Gurugram: India’s 2024 groundwater assessment reveals that the northern region’s aquifers are entering a period of unprecedented strain — but the nature of the crisis differs sharply across Haryana, Punjab, Rajasthan and Delhi. While Rajasthan emerges as the most contaminated, Punjab the most uranium-hit and proportionally over-extracted, and Delhi the most pollution-loaded, it is Haryana — particularly its NCR belt — that faces the most multi-dimensional pressure, with extraction, contamination, urbanisation and industrialisation converging into a single unfolding emergency.
Haryana is extracting 135.96% of its annual groundwater recharge, withdrawing 12.72 bcm against a recharge of 10.32 bcm. Out of 143 blocks, 61.54% are already over-exploited — a geographical spread far wider than in Punjab or Rajasthan, where over-extraction is intense but more region-specific. The Haryana NCR districts — Gurugram, Faridabad, Sonipat, Jhajjar and Rohtak — now report some of the fastest declines, driven by real estate expansion, industrial clusters, large-scale construction, and civic supply gaps that push private borewell dependence.
CGWB monitoring wells show that groundwater levels in several Haryana NCR blocks have fallen to 20–40 metres post-monsoon, with some pockets dipping deeper. Long-term hydrographs confirm a persistent downward trend. Punjab and Rajasthan also record depths of 20–40m in stressed regions, but Haryana’s aquifer decline is coinciding across rural, peri-urban and industrial belts, reflecting a triple burden that no other state faces.
Recharge patterns deepen the contrast. Haryana relies on nearly 60% of its replenishment from non-monsoon recharge, with monsoon rainfall contributing only around 30%. In comparison, Punjab depends on ~60% monsoon recharge, fortified by canal seepage and irrigation return flow; Rajasthan relies heavily on 30% artificial monsoon recharge due to chronic rainfall scarcity; and Delhi derives roughly 30% recharge from artificial sources such as treated wastewater, leaking pipelines and canal systems. This makes Haryana uniquely vulnerable — a state with strong economic growth but a weak recharge foundation that collapses quickly when rainfall falters or when urban surfaces prevent infiltration.
Water quality data further sharpens the four-state divergence. Rajasthan tops the contamination charts with 43% fluoride, 49.5% nitrate, and 48.6% salinity exceedances, making it the most toxic aquifer system in the region. Delhi stands second with 23.3% EC, 20.4% nitrate, and 16.5% fluoride contamination, driven by urban sewage, leaks and industrial effluent. Punjab remains the least contaminated overall, except for uranium, where it reports the highest exceedance (32.6%) of all four states.
Haryana sits in the mid-range on contamination intensity, but faces the widest spread of pollutants across its geography. In 879 samples tested, 23.66% carried excess fluoride, 21% showed unsafe salinity (EC), 18.7% showed uranium contamination, and 14.56% exceeded nitrate limits.
Contamination appears in both rural and NCR districts — Bhiwani, Hisar, Fatehabad, Mahendragarh, Jind, Palwal and Rewari on the rural side, and Gurugram, Faridabad, Sonipat and Panipat in the urban-industrial belt — indicating that natural geology, fertiliser load, sewage infiltration and industrial discharge are jointly degrading aquifers.
Hydrogeologists attribute this spread partly to Haryana’s 98% alluvial geology, which leaches fluoride, uranium and arsenic more readily as water tables fall. NCR’s construction boom, inadequate sewage networks, leaking drains and industrial clusters accelerate nitrate and salinity contamination. Meanwhile, agriculture continues to withdraw large volumes from districts like Hisar, Sirsa, Kaithal and Karnal — leaving Haryana exposed to extraction pressures seen in Punjab, geogenic patterns in Rajasthan, and urban pollution patterns in Delhi.
The four-state comparison makes one pattern clear: Rajasthan suffers the worst contamination, Delhi suffers the highest urban pollution load, Punjab suffers the highest uranium contamination and proportional over-extraction but Haryana suffers from the broadest combination of pressures — extraction, contamination, urbanisation, industrialisation and fragile recharge — all coinciding.
Much of this convergence is concentrated in the Haryana NCR belt, which now bears the heaviest groundwater burden in North India. Urban expansion blocks recharge, industries draw heavily from aquifers, sewage systems lag behind population growth, and surface-water pipelines have not kept pace with demand — forcing cities and factories to rely on groundwater even as it becomes increasingly contaminated.
Haryana is not the worst state on individual metrics. But it is the only state where every stress indicator is rising simultaneously, leaving its aquifers stretched beyond sustainable capacity. The numbers point to a future in which water scarcity and water quality may collide in the state’s most economically critical zones, with implications for agriculture, industry and millions of urban residents across the NCR continuum.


== TRY IT ==
Retype every line below precisely as it appears.

App and web page records:
----------

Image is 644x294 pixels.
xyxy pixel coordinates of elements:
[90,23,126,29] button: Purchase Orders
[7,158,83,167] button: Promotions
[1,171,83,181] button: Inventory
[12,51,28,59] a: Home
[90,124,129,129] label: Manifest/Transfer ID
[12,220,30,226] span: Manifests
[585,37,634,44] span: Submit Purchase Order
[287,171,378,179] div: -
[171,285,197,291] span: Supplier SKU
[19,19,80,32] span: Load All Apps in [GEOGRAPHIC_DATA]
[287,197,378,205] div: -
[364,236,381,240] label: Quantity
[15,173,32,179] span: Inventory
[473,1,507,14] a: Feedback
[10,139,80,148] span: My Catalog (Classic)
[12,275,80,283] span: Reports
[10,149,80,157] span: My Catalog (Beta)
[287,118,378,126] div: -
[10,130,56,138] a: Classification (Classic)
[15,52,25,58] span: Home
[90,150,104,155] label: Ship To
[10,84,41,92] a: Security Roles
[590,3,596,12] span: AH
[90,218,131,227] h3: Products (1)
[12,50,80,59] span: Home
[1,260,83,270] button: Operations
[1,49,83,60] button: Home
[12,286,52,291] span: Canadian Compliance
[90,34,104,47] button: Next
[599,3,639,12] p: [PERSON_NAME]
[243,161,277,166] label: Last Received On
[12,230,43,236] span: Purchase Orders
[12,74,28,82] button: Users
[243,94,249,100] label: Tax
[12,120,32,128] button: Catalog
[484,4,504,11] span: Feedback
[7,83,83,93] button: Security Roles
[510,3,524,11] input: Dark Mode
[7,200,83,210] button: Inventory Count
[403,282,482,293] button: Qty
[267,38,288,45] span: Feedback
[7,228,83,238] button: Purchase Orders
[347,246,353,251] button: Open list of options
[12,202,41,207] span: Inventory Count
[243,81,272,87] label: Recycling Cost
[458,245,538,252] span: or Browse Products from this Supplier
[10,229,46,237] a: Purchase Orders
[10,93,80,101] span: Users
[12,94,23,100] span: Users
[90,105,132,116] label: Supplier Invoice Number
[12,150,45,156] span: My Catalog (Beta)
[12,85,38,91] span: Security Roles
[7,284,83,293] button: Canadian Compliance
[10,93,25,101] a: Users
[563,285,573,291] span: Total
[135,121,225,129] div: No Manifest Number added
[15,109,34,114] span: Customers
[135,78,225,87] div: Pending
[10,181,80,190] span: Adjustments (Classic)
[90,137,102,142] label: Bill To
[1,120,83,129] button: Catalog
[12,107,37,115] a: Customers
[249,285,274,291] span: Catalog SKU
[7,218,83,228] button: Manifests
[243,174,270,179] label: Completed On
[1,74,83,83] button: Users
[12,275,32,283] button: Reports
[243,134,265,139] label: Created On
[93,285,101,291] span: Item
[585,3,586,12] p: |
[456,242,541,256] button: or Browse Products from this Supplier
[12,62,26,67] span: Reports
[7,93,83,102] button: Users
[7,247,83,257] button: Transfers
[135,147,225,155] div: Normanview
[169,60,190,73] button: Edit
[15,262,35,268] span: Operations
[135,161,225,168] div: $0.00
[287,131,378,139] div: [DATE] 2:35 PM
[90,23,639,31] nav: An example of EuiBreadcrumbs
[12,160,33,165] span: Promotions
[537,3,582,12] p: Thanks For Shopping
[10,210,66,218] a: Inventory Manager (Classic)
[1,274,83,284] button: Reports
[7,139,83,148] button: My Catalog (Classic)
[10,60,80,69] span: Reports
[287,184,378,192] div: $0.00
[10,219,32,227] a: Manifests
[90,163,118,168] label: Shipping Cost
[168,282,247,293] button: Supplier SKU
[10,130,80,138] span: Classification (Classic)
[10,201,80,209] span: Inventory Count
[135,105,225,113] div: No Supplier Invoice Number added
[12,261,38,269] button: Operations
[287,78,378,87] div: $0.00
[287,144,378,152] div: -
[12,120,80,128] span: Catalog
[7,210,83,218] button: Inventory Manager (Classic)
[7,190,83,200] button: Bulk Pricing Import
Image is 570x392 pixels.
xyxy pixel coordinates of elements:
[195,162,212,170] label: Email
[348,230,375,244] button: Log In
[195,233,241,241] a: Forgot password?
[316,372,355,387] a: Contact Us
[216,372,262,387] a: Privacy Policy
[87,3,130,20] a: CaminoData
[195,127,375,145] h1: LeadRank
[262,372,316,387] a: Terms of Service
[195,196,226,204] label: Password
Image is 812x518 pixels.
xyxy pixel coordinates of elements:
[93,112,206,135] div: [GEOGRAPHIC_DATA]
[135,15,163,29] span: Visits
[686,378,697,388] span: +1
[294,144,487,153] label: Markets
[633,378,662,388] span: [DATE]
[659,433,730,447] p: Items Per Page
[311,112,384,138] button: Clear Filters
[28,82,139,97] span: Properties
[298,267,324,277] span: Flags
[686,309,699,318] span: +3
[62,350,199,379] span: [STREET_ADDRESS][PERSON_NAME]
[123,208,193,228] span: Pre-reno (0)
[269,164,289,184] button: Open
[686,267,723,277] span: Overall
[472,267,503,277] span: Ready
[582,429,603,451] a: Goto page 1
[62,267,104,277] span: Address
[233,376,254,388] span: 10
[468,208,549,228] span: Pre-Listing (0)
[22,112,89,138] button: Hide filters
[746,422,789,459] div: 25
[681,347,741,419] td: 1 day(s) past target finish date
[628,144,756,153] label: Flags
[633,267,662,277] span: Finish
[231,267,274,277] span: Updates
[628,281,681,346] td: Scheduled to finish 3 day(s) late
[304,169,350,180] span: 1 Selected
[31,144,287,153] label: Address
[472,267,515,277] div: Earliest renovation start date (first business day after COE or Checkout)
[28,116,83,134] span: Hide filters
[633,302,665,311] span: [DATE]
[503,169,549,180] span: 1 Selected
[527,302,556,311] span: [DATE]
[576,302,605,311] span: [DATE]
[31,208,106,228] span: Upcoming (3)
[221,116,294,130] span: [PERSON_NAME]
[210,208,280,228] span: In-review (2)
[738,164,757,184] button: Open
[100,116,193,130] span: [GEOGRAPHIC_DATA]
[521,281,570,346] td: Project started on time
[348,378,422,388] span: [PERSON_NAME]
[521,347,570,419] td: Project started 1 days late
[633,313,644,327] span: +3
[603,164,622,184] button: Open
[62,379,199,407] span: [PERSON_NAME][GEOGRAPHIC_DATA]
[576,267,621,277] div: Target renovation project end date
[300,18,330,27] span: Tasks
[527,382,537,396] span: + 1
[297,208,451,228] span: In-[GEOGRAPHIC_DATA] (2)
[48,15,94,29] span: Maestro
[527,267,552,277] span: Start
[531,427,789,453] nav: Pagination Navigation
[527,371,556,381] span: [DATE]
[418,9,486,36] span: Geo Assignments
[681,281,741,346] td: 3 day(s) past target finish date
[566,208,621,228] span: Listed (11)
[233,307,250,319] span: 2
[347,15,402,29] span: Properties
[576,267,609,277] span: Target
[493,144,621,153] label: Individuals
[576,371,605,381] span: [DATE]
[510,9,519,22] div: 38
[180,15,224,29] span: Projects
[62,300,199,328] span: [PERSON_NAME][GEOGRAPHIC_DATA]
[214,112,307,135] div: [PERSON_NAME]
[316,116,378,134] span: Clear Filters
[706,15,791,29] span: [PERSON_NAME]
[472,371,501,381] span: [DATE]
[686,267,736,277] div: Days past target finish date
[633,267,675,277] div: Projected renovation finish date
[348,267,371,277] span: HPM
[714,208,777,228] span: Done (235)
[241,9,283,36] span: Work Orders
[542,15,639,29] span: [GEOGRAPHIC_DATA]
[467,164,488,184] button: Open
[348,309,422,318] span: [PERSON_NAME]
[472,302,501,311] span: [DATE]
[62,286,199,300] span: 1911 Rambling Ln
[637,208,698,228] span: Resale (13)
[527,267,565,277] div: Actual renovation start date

----------

== SOLUTION FOR THIS PROBLEM ==
Image is 644x294 pixels.
xyxy pixel coordinates of elements:
[90,23,126,29] button: Purchase Orders
[7,158,83,167] button: Promotions
[1,171,83,181] button: Inventory
[12,51,28,59] a: Home
[90,124,129,129] label: Manifest/Transfer ID
[12,220,30,226] span: Manifests
[585,37,634,44] span: Submit Purchase Order
[287,171,378,179] div: -
[171,285,197,291] span: Supplier SKU
[19,19,80,32] span: Load All Apps in [GEOGRAPHIC_DATA]
[287,197,378,205] div: -
[364,236,381,240] label: Quantity
[15,173,32,179] span: Inventory
[473,1,507,14] a: Feedback
[10,139,80,148] span: My Catalog (Classic)
[12,275,80,283] span: Reports
[10,149,80,157] span: My Catalog (Beta)
[287,118,378,126] div: -
[10,130,56,138] a: Classification (Classic)
[15,52,25,58] span: Home
[90,150,104,155] label: Ship To
[10,84,41,92] a: Security Roles
[590,3,596,12] span: AH
[90,218,131,227] h3: Products (1)
[12,50,80,59] span: Home
[1,260,83,270] button: Operations
[1,49,83,60] button: Home
[12,286,52,291] span: Canadian Compliance
[90,34,104,47] button: Next
[599,3,639,12] p: [PERSON_NAME]
[243,161,277,166] label: Last Received On
[12,230,43,236] span: Purchase Orders
[12,74,28,82] button: Users
[243,94,249,100] label: Tax
[12,120,32,128] button: Catalog
[484,4,504,11] span: Feedback
[7,83,83,93] button: Security Roles
[510,3,524,11] input: Dark Mode
[7,200,83,210] button: Inventory Count
[403,282,482,293] button: Qty
[267,38,288,45] span: Feedback
[7,228,83,238] button: Purchase Orders
[347,246,353,251] button: Open list of options
[12,202,41,207] span: Inventory Count
[243,81,272,87] label: Recycling Cost
[458,245,538,252] span: or Browse Products from this Supplier
[10,229,46,237] a: Purchase Orders
[10,93,80,101] span: Users
[12,94,23,100] span: Users
[90,105,132,116] label: Supplier Invoice Number
[12,150,45,156] span: My Catalog (Beta)
[12,85,38,91] span: Security Roles
[7,284,83,293] button: Canadian Compliance
[10,93,25,101] a: Users
[563,285,573,291] span: Total
[135,121,225,129] div: No Manifest Number added
[15,109,34,114] span: Customers
[135,78,225,87] div: Pending
[10,181,80,190] span: Adjustments (Classic)
[90,137,102,142] label: Bill To
[1,120,83,129] button: Catalog
[12,107,37,115] a: Customers
[249,285,274,291] span: Catalog SKU
[7,218,83,228] button: Manifests
[243,174,270,179] label: Completed On
[1,74,83,83] button: Users
[12,275,32,283] button: Reports
[243,134,265,139] label: Created On
[93,285,101,291] span: Item
[585,3,586,12] p: |
[456,242,541,256] button: or Browse Products from this Supplier
[12,62,26,67] span: Reports
[7,93,83,102] button: Users
[7,247,83,257] button: Transfers
[135,147,225,155] div: Normanview
[169,60,190,73] button: Edit
[15,262,35,268] span: Operations
[135,161,225,168] div: $0.00
[287,131,378,139] div: [DATE] 2:35 PM
[90,23,639,31] nav: An example of EuiBreadcrumbs
[12,160,33,165] span: Promotions
[537,3,582,12] p: Thanks For Shopping
[10,210,66,218] a: Inventory Manager (Classic)
[1,274,83,284] button: Reports
[7,139,83,148] button: My Catalog (Classic)
[10,60,80,69] span: Reports
[287,184,378,192] div: $0.00
[10,219,32,227] a: Manifests
[90,163,118,168] label: Shipping Cost
[168,282,247,293] button: Supplier SKU
[10,130,80,138] span: Classification (Classic)
[10,201,80,209] span: Inventory Count
[135,105,225,113] div: No Supplier Invoice Number added
[12,261,38,269] button: Operations
[287,78,378,87] div: $0.00
[287,144,378,152] div: -
[12,120,80,128] span: Catalog
[7,210,83,218] button: Inventory Manager (Classic)
[7,190,83,200] button: Bulk Pricing Import
Image is 570x392 pixels.
xyxy pixel coordinates of elements:
[195,162,212,170] label: Email
[348,230,375,244] button: Log In
[195,233,241,241] a: Forgot password?
[316,372,355,387] a: Contact Us
[216,372,262,387] a: Privacy Policy
[87,3,130,20] a: CaminoData
[195,127,375,145] h1: LeadRank
[262,372,316,387] a: Terms of Service
[195,196,226,204] label: Password
Image is 812x518 pixels.
xyxy pixel coordinates of elements:
[93,112,206,135] div: [GEOGRAPHIC_DATA]
[135,15,163,29] span: Visits
[686,378,697,388] span: +1
[294,144,487,153] label: Markets
[633,378,662,388] span: [DATE]
[659,433,730,447] p: Items Per Page
[311,112,384,138] button: Clear Filters
[28,82,139,97] span: Properties
[298,267,324,277] span: Flags
[686,309,699,318] span: +3
[62,350,199,379] span: [STREET_ADDRESS][PERSON_NAME]
[123,208,193,228] span: Pre-reno (0)
[269,164,289,184] button: Open
[686,267,723,277] span: Overall
[472,267,503,277] span: Ready
[582,429,603,451] a: Goto page 1
[62,267,104,277] span: Address
[233,376,254,388] span: 10
[468,208,549,228] span: Pre-Listing (0)
[22,112,89,138] button: Hide filters
[746,422,789,459] div: 25
[681,347,741,419] td: 1 day(s) past target finish date
[628,144,756,153] label: Flags
[633,267,662,277] span: Finish
[231,267,274,277] span: Updates
[628,281,681,346] td: Scheduled to finish 3 day(s) late
[304,169,350,180] span: 1 Selected
[31,144,287,153] label: Address
[472,267,515,277] div: Earliest renovation start date (first business day after COE or Checkout)
[28,116,83,134] span: Hide filters
[633,302,665,311] span: [DATE]
[503,169,549,180] span: 1 Selected
[527,302,556,311] span: [DATE]
[576,302,605,311] span: [DATE]
[31,208,106,228] span: Upcoming (3)
[221,116,294,130] span: [PERSON_NAME]
[210,208,280,228] span: In-review (2)
[738,164,757,184] button: Open
[100,116,193,130] span: [GEOGRAPHIC_DATA]
[521,281,570,346] td: Project started on time
[348,378,422,388] span: [PERSON_NAME]
[521,347,570,419] td: Project started 1 days late
[633,313,644,327] span: +3
[603,164,622,184] button: Open
[62,379,199,407] span: [PERSON_NAME][GEOGRAPHIC_DATA]
[576,267,621,277] div: Target renovation project end date
[300,18,330,27] span: Tasks
[527,382,537,396] span: + 1
[297,208,451,228] span: In-[GEOGRAPHIC_DATA] (2)
[48,15,94,29] span: Maestro
[527,267,552,277] span: Start
[531,427,789,453] nav: Pagination Navigation
[527,371,556,381] span: [DATE]
[418,9,486,36] span: Geo Assignments
[681,281,741,346] td: 3 day(s) past target finish date
[566,208,621,228] span: Listed (11)
[233,307,250,319] span: 2
[347,15,402,29] span: Properties
[576,267,609,277] span: Target
[493,144,621,153] label: Individuals
[576,371,605,381] span: [DATE]
[510,9,519,22] div: 38
[180,15,224,29] span: Projects
[62,300,199,328] span: [PERSON_NAME][GEOGRAPHIC_DATA]
[214,112,307,135] div: [PERSON_NAME]
[316,116,378,134] span: Clear Filters
[706,15,791,29] span: [PERSON_NAME]
[472,371,501,381] span: [DATE]
[686,267,736,277] div: Days past target finish date
[633,267,675,277] div: Projected renovation finish date
[348,267,371,277] span: HPM
[714,208,777,228] span: Done (235)
[241,9,283,36] span: Work Orders
[542,15,639,29] span: [GEOGRAPHIC_DATA]
[467,164,488,184] button: Open
[348,309,422,318] span: [PERSON_NAME]
[472,302,501,311] span: [DATE]
[62,286,199,300] span: 1911 Rambling Ln
[637,208,698,228] span: Resale (13)
[527,267,565,277] div: Actual renovation start date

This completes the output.